Michelle ended up submitting her ballot by mail, but Barack Obama symbolically thought it best to make a “small” jump 1,500 kilometers from a Florida meeting to finish up his public tour in his bastion, Chicago, where early voting started on Oct. 25, two weeks before the official Nov. 6 date.*
His gesture recalls one of the bizarre aspects of the American electoral system: in 34 states, including Washington, D.C., the election has already started. Iowa’s voting stations have even been open since Sept. 25; more than six million voters have already made their choice while the two candidates continue to pursue their crazy campaign marathons.**
Up until now, mail-in ballots have generally been limited to those citizens largely unable to go to the polls on actual election day. Early voting this year is more widespread than ever after the passage of new electoral laws in nearly a dozen states. The objective? To increase American voter turnout, which even during Barack Obama’s historic 2008 election was at a low 64 percent.
The official election day (that is, the first Tuesday of November) is certainly a workday, which constitutes a problem for the number of voters who work far from home or who are without a car. Early voting thus gives an advantage to even the most disadvantaged people, particularly the mostly Democratic black and Latino voters who are known for their lack of voter participation.
Thus, one can better understand the Republican determination to limit this option, especially in the swing states, where the votes are decisive and where this year the election could come down to a manner of points. Litigation for Mitt Romney’s campaign ended Oct. 5 in Ohio; South Carolina’s state assembly organized a real legislative blockade to prevent early voting.
This election certainly benefits the Democratic Party, in which the dedicated network excelled at organizing mass votes, loading black voters after Sunday Mass onto buses taking them to voting booths and assuring Hispanic registration on election boards. The increase in participation has so worried the Republicans that they have upped the number of “legal” restrictions in more than 20 states where they control the assemblies, limiting the hours of operation for polling stations on weekends and making new demands for forms of identification that are required on entry to polling stations. In other words, they are taking measures basically aimed at the minorities least familiar with local bureaucracy.
They are not succeeding: The first numbers from the exit polls confirm that Obama is 10 points ahead in Ohio and Iowa. A third of American voters, among them the most local and dyed-in-the-wool, must make their decision before Nov. 6, but the suspense will play out until the last day.
*Editor’s note: Early voting in Chicago began on Oct. 22.
**Editor’s note: Early voting in Iowa began on Sept. 27.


■ **TASK TO CARRY OUT**
Pictures aside, repeat every entry exactly.

Stored data
*** Block opens ***
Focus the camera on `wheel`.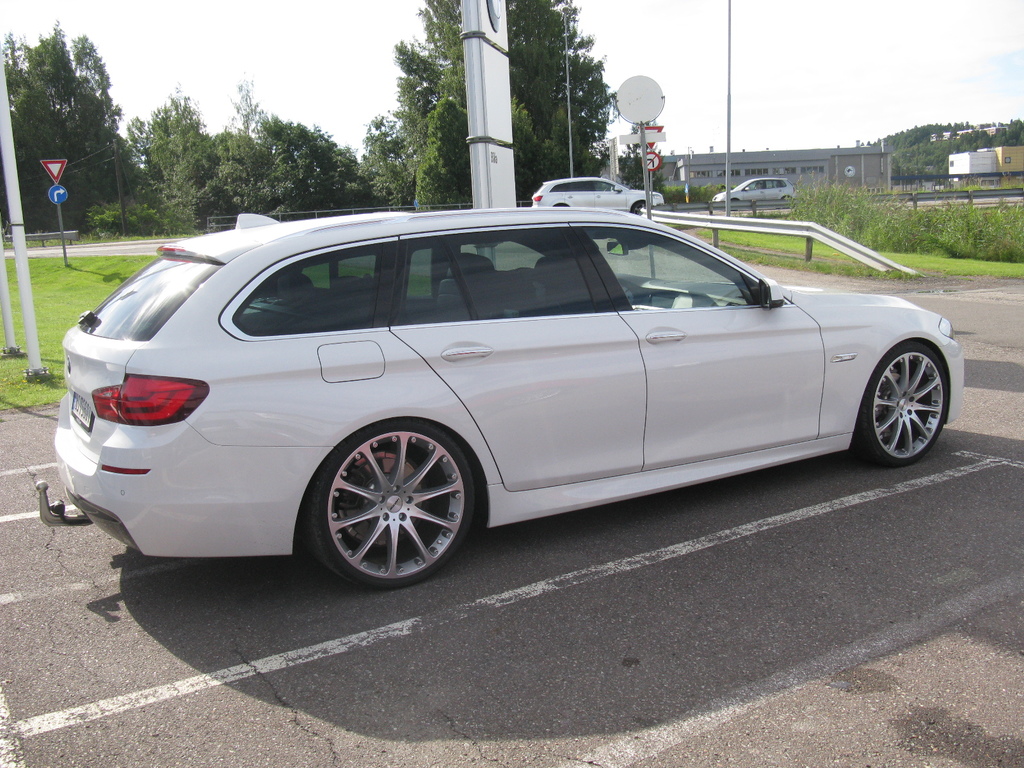
Focus region: l=630, t=200, r=648, b=214.
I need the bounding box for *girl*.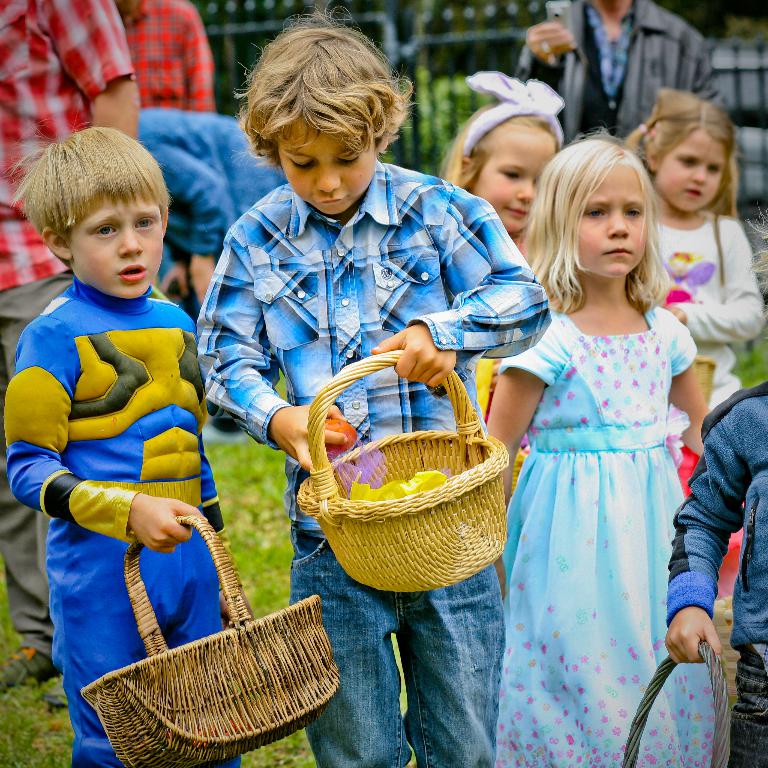
Here it is: rect(474, 134, 730, 767).
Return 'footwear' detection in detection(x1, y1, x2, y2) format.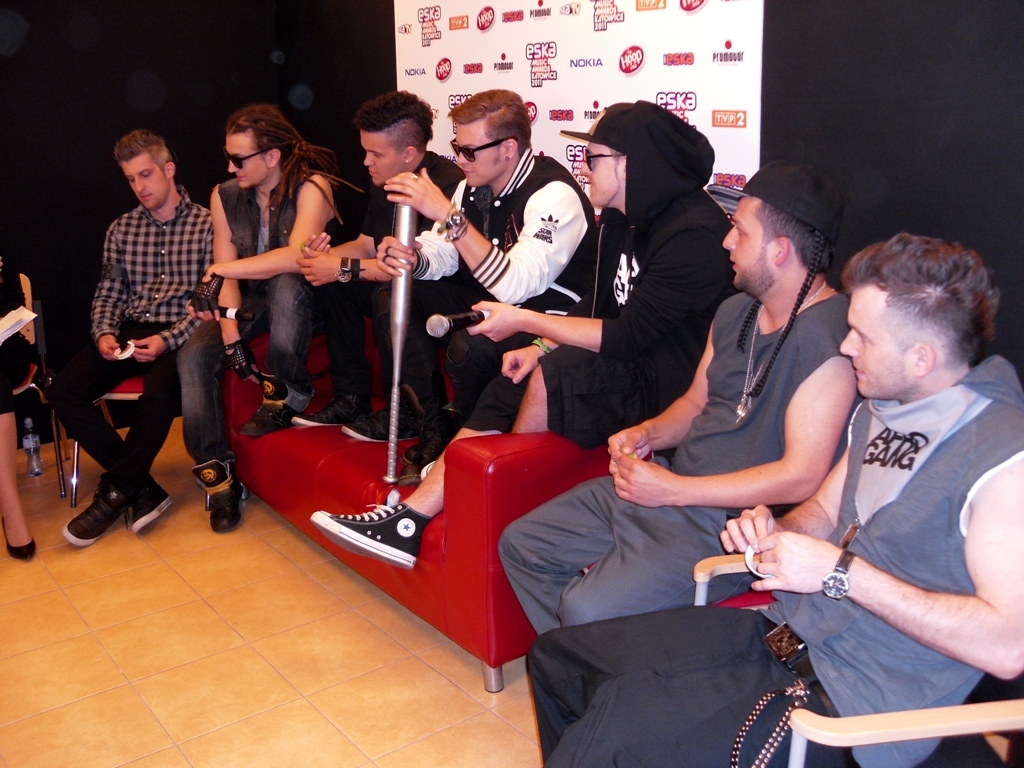
detection(0, 508, 42, 564).
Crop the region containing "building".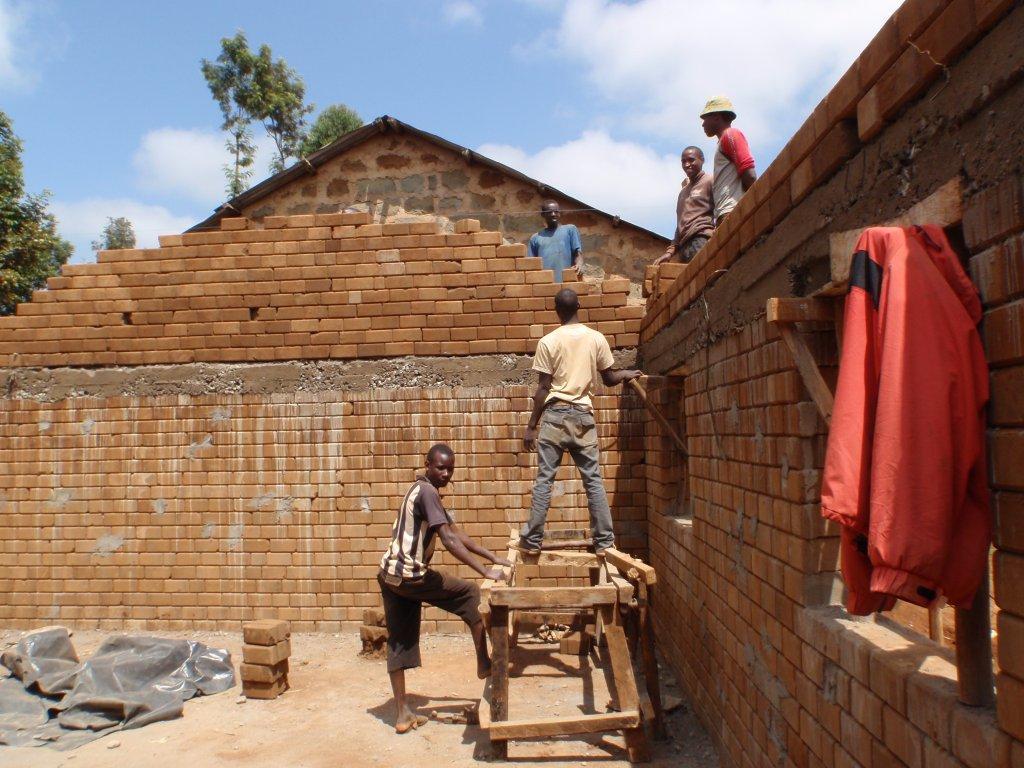
Crop region: BBox(0, 0, 1023, 767).
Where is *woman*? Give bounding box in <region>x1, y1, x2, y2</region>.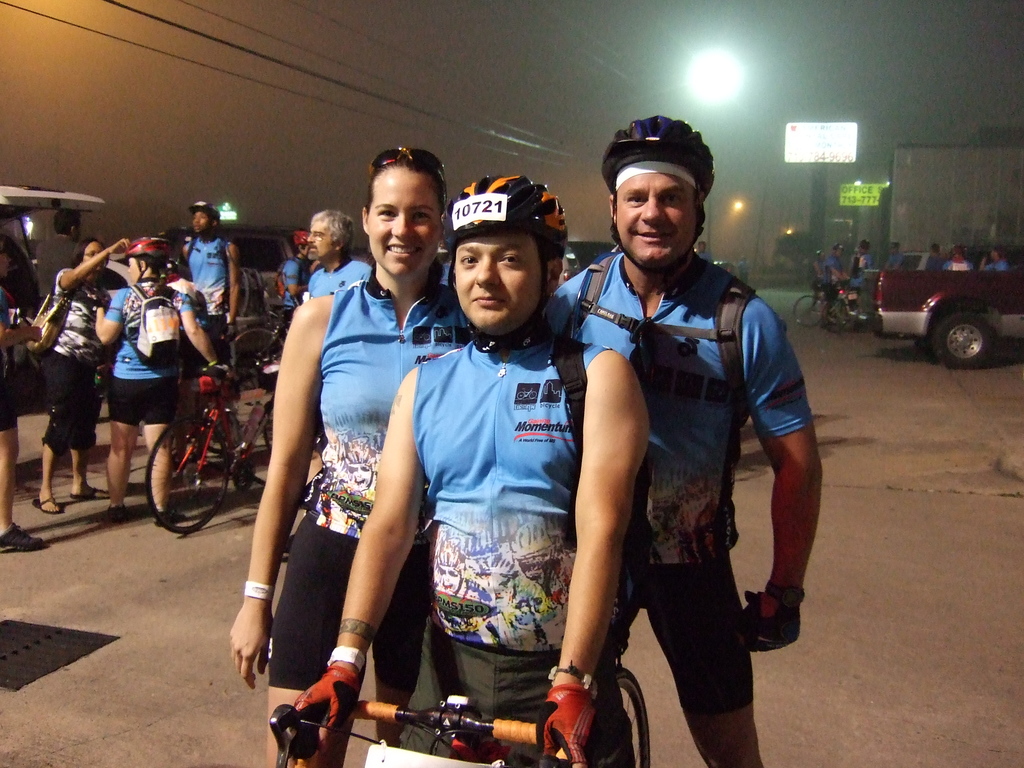
<region>0, 236, 45, 549</region>.
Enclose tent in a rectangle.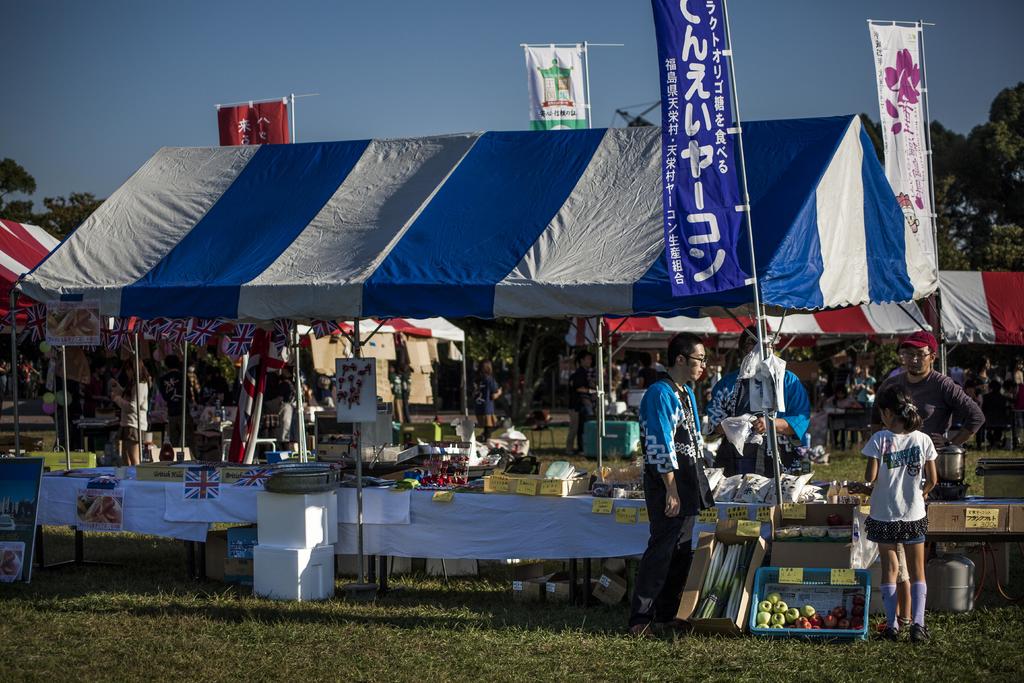
[51, 82, 843, 573].
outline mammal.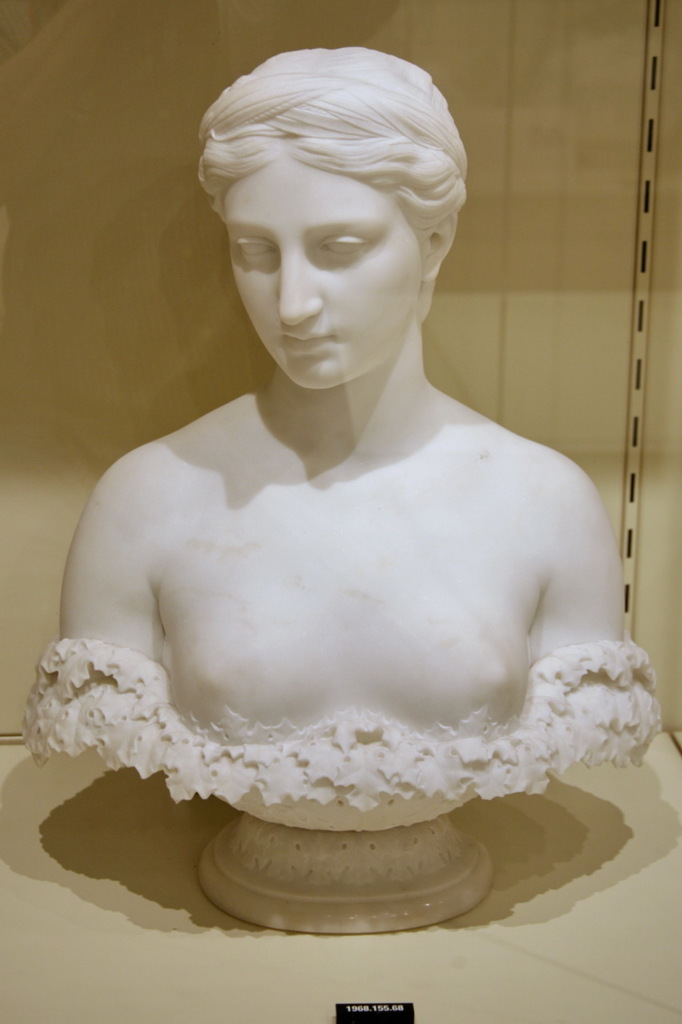
Outline: <box>18,37,660,825</box>.
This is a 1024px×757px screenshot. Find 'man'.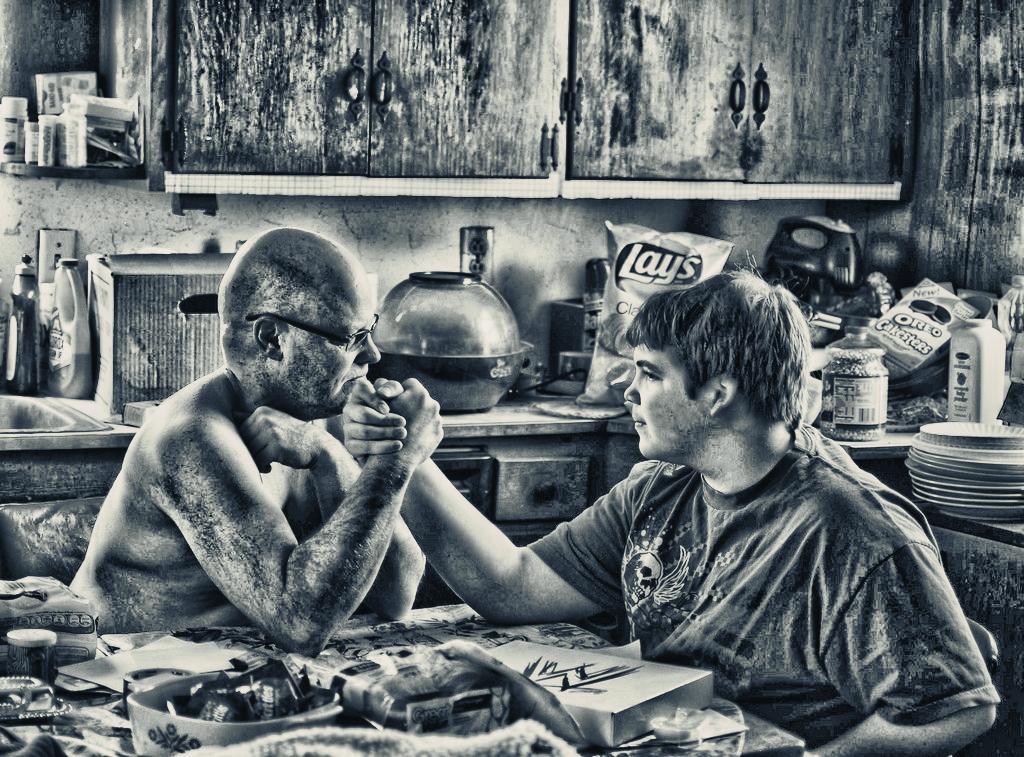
*** Block closes ***
■ **SOLVED EXERCISE**
Focus the camera on `wheel`.
Focus region: l=630, t=200, r=648, b=214.
I need the bounding box for *girl*.
Here it is: rect(474, 134, 730, 767).
Return 'footwear' detection in detection(x1, y1, x2, y2) format.
detection(0, 508, 42, 564).
Crop the region containing "building".
Crop region: BBox(0, 0, 1023, 767).
Where is *woman*? Give bounding box in <region>x1, y1, x2, y2</region>.
<region>0, 236, 45, 549</region>.
Enclose tent in a rectangle.
[51, 82, 843, 573].
outline mammal.
Outline: <box>18,37,660,825</box>.
This is a 1024px×757px screenshot. Find 'man'.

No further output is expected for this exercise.